Ulta Beauty heads into its June 9 earnings call with the Street firmly onside but steadily lowering the bar — a coordinated target-price reset that hit just as the stock posted its worst week in months.
The scale of Wednesday's analyst revisions is the week's defining moment. Every major firm covering ULTA trimmed its price target on June 3, and the cuts were not trivial. Goldman Sachs pulled its target from $741 to $652. JP Morgan went from $750 to $631. UBS moved from $810 to $735. The moves were unanimous in direction: all maintained their positive ratings — Buy, Overweight, or Outperform — while acknowledging that near-term numbers are under more pressure than previously modelled. Morgan Stanley kept its Overweight and cut to $630. Wells Fargo, the lone bear, held its Underweight but also trimmed, to $450. The consensus mean now sits at $633, a 28% premium to Tuesday's close of $494.87. That implied upside is real but needs qualifying: the targets were set this morning, so the gap reflects genuine Street conviction rather than stale data.
The positioning picture adds texture to the analyst reset. Short interest has climbed to 5.3% of the free float, up roughly 13% on the week — a meaningful jump that brings the position back toward the levels last seen in early May, before a brief easing through the middle of the month. That move is worth watching in context: shorts aren't piling in aggressively, but they did rebuild after a two-week pullback. The lending market, however, offers no signal of stress. Availability is extraordinarily loose at over 1,400% — meaning there are roughly 14 shares available to borrow for every one already lent out — which is far above even the 52-week low of around 980%. Cost to borrow remains negligible at 0.49%, up modestly on the week but still barely off zero. This is not a market where short-sellers are fighting for supply.
Options positioning is also less defensive than the recent average. The put/call ratio ticked back up to 0.82 on Tuesday, but that is still below its 20-day mean of 0.89 and sits roughly one standard deviation light on the protective side. That is a mild surprise given the stock is down 7% over the past month and heading into a catalyst. The read: options traders have been unwinding the heavy hedging that dominated April and early May, not adding to it.
The fundamental bear case is narrower than the target-price cuts might imply. Gross margin came in at 39.1% in the latest quarter, a slight step back. Adjusted EPS missed estimates at $8.01. The bull case, however, points to comparable sales growth of 5.8% — a meaningful acceleration — and e-commerce growing at a mid-teens rate in the back half of 2025. Forward earnings growth looks strong, with the 12-month forward EPS estimate ranked in the 95th percentile of the universe. The trailing P/E on a normalized basis sits around 16.5x, reasonable for a retailer of this quality, while EV/EBITDA has eased to about 11.6x, down from highs earlier in the year. The valuation re-rating is not alarming, but it does reflect a market that is paying less for the growth story than six months ago.
The peer group offers a split backdrop. ASO fell 5.8% on the week and SBH dropped 1.3%, suggesting some sector-level pressure on specialty retail. VSCO surged 43% — idiosyncratic, not a read-through. CRMT swung 21% in a single session before giving back most of the month; noise rather than signal. Against that backdrop, Ulta's 4.1% weekly decline looks orderly rather than panicked.
The June 9 earnings call is now the sole focus. The question is less about whether Ulta's loyalty base is holding — the recent comparable sales number suggests it largely is — and more about whether management can sustain margins while the Target partnership winds down and input-cost pressures linger. The tone of guidance, particularly on EBIT margin for the second half, will determine how quickly the Street reassesses a target range that, after today's cuts, still sits well above where the stock is trading.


## What needs to be done
Track down every line below that holds "polypeptide" and copy it.

## Input for this task
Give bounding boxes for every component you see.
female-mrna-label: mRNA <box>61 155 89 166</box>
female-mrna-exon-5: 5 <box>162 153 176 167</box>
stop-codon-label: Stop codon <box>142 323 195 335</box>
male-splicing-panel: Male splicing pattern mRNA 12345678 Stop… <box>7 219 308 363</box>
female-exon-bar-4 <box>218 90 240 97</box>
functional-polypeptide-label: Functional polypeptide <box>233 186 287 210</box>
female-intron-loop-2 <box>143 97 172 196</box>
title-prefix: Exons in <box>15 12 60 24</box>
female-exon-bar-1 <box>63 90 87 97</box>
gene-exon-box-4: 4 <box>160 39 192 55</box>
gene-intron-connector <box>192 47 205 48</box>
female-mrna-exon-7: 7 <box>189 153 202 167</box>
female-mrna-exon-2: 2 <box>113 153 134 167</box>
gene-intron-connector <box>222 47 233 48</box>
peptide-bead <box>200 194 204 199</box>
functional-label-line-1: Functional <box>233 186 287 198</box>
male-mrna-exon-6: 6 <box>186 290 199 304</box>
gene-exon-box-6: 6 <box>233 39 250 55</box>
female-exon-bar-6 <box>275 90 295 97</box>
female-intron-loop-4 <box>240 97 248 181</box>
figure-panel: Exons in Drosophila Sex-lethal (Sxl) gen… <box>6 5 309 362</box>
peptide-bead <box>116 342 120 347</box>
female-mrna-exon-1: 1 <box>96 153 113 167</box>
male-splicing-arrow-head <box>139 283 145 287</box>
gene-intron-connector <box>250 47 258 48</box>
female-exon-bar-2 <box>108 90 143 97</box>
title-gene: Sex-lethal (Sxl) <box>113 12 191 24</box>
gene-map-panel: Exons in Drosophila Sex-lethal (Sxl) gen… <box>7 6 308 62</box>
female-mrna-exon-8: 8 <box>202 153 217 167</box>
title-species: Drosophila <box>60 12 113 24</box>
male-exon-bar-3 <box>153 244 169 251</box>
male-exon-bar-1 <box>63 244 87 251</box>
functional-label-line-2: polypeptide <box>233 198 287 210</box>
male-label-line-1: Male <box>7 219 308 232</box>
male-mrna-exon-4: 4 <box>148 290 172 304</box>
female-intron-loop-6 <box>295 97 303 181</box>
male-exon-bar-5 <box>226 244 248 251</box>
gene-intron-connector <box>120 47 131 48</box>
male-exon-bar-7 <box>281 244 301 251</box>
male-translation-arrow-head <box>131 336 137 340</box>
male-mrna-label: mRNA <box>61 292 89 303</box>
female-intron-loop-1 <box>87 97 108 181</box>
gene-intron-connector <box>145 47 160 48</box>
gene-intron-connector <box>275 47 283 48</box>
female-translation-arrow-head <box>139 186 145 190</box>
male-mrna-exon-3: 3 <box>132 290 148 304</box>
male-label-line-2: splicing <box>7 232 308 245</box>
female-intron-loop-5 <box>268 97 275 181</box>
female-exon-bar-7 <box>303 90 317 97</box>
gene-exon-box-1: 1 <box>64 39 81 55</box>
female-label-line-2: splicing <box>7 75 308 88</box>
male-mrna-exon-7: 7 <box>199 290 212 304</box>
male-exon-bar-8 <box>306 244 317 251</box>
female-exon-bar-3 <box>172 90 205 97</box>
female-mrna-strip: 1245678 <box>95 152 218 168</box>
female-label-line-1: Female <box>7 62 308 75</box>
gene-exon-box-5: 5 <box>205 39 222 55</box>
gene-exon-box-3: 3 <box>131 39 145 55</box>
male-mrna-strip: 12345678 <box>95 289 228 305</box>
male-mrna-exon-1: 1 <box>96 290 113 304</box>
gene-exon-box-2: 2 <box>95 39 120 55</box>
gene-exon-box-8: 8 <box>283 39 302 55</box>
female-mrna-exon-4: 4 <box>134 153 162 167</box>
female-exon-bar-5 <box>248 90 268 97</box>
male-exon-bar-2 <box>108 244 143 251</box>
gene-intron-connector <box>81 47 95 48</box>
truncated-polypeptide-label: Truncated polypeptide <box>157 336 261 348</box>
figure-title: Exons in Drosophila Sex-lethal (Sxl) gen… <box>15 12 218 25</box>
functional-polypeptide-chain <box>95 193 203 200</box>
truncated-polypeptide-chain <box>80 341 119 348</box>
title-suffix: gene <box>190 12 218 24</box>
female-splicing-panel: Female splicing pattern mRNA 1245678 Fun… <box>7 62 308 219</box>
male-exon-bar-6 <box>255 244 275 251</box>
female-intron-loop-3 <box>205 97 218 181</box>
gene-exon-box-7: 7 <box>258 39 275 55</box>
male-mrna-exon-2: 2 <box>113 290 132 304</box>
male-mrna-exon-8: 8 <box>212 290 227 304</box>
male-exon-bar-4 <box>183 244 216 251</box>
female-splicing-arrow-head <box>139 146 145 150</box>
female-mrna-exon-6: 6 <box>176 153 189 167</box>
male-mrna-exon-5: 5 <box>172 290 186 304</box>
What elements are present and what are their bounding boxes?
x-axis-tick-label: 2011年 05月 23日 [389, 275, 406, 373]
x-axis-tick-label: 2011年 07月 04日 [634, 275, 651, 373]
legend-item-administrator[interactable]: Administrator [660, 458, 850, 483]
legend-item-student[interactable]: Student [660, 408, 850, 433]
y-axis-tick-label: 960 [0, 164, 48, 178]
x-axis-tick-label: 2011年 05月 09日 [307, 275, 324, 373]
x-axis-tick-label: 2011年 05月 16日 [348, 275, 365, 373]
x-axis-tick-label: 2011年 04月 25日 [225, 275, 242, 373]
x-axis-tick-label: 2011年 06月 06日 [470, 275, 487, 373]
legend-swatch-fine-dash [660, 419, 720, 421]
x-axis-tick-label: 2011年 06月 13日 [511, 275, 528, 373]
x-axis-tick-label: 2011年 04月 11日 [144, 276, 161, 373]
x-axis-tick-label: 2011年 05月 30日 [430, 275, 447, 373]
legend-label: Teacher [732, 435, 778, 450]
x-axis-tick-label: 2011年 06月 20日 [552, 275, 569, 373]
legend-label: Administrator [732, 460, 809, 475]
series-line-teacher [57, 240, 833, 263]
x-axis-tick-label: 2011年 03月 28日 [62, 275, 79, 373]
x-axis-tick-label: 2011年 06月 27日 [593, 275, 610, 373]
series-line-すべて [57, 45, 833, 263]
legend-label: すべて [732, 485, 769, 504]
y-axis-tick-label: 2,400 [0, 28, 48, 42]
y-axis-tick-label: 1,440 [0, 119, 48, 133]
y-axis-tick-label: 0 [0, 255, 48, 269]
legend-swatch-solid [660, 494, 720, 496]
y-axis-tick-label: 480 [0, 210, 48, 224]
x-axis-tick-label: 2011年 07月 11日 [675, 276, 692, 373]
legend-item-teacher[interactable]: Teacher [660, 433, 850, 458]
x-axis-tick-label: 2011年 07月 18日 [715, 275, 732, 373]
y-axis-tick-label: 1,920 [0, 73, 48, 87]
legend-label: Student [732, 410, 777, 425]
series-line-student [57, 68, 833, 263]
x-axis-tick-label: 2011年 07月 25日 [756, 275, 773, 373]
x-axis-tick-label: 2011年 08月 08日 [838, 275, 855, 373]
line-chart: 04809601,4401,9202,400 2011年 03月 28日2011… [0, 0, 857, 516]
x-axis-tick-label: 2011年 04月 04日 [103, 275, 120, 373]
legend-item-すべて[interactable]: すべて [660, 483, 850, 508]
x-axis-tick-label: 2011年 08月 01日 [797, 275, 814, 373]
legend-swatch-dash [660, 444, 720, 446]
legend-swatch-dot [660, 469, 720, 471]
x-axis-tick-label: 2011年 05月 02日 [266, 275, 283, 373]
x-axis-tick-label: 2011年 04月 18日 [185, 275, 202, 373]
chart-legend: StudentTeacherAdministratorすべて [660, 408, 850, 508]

## Response for this exercise
functional-polypeptide-label: Functional polypeptide <box>233 186 287 210</box>
functional-label-line-2: polypeptide <box>233 198 287 210</box>
truncated-polypeptide-label: Truncated polypeptide <box>157 336 261 348</box>
functional-polypeptide-chain <box>95 193 203 200</box>
truncated-polypeptide-chain <box>80 341 119 348</box>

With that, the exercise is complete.